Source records
┄┄┄┄┄┄┄┄┄┄
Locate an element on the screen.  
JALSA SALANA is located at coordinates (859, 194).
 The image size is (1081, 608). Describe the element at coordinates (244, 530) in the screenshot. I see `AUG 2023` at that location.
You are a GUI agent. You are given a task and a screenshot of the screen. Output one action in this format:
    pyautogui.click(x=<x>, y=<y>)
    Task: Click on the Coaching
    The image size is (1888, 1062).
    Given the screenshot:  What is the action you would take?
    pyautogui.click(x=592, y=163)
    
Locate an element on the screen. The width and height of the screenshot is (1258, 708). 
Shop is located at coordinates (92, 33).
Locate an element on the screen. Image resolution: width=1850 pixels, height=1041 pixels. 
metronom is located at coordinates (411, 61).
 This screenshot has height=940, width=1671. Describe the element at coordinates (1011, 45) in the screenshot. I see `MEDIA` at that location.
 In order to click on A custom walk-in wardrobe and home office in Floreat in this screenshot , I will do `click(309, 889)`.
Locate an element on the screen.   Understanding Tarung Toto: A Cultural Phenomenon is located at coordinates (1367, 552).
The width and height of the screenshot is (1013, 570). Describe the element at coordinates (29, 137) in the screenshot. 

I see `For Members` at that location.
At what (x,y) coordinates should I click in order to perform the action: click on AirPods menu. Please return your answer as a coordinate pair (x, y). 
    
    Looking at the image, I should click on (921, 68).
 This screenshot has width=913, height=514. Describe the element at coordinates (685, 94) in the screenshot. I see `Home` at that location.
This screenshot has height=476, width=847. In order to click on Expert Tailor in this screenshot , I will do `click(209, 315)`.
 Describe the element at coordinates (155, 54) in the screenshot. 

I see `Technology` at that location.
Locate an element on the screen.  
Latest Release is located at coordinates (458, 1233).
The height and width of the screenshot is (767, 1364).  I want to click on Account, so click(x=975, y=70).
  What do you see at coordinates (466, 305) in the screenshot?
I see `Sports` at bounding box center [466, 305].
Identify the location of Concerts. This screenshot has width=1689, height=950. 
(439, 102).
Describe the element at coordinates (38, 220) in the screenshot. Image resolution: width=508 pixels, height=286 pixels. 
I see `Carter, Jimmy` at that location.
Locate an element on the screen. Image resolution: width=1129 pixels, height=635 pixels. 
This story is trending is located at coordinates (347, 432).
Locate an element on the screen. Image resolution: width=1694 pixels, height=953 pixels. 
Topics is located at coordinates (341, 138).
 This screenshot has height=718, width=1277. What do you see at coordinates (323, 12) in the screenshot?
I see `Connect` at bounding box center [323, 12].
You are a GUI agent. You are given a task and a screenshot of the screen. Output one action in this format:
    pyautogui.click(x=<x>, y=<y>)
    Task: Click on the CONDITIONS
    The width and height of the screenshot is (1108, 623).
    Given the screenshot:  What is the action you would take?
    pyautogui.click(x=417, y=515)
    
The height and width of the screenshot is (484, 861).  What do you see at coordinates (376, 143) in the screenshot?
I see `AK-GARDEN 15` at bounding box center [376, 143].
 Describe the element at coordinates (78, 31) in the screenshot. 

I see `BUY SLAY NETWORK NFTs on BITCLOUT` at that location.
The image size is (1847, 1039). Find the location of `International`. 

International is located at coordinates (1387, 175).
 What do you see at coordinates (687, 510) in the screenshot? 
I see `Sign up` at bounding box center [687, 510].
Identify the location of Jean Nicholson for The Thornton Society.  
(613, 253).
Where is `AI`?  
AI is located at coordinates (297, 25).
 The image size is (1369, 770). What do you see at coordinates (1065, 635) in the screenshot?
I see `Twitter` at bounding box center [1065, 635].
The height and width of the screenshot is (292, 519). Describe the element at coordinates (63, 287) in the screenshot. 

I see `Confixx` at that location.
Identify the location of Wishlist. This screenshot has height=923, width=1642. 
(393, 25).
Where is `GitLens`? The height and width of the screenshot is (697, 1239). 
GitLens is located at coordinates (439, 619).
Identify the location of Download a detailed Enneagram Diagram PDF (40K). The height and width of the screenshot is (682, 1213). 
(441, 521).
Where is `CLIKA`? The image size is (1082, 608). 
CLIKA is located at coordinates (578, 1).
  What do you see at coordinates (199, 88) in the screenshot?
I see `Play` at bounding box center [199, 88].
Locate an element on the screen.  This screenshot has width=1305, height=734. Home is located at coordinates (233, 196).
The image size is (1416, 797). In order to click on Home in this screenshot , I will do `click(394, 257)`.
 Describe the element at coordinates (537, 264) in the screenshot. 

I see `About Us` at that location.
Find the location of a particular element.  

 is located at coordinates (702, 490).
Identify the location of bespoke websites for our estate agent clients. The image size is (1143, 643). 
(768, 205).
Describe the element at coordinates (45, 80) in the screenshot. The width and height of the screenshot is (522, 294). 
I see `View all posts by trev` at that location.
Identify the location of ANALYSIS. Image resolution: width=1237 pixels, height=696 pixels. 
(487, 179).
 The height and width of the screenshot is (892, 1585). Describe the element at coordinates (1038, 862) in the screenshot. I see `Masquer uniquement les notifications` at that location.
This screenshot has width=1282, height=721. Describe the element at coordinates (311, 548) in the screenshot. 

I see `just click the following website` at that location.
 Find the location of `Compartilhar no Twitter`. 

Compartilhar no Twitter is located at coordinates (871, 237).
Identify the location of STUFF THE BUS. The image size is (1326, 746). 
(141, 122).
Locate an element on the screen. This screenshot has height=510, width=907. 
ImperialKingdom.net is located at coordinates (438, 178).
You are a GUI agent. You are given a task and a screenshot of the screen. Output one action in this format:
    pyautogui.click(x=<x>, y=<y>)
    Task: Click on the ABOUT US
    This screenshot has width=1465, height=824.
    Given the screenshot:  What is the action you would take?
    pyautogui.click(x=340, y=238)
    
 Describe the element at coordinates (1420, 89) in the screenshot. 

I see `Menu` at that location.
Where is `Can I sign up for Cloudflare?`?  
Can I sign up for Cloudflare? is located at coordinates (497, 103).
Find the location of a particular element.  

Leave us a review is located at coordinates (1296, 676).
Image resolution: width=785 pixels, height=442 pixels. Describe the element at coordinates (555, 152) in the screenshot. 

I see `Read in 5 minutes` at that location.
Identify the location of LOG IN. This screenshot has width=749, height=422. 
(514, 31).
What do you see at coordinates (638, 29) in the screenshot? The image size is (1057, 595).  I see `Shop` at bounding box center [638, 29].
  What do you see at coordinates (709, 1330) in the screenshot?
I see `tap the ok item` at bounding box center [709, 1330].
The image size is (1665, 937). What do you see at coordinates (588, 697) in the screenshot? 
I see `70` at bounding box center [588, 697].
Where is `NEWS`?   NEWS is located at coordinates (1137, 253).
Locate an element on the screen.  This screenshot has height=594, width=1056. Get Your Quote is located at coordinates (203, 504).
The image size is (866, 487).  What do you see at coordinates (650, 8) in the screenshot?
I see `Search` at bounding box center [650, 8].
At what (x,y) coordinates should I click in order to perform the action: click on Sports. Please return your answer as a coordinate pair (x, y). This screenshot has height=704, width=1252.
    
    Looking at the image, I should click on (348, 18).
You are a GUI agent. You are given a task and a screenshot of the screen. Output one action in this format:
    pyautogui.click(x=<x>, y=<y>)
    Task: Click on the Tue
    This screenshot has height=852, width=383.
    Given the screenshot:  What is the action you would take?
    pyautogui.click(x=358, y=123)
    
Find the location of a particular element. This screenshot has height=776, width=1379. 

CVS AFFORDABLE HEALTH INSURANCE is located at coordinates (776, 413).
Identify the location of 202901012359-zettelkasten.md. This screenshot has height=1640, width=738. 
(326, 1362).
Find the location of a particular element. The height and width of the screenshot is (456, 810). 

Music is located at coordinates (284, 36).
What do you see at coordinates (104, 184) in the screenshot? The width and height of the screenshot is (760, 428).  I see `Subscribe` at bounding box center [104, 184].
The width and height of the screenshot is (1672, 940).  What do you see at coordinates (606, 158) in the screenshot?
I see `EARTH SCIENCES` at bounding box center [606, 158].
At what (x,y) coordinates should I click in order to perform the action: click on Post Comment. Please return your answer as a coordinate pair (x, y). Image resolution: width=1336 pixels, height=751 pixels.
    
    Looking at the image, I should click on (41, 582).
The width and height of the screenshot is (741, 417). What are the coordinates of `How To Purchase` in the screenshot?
┄┄┄┄┄┄┄┄┄┄
Task prompt: Find every line in the entries that includes the word "will", then state how many there are and nothing else.

Response: 3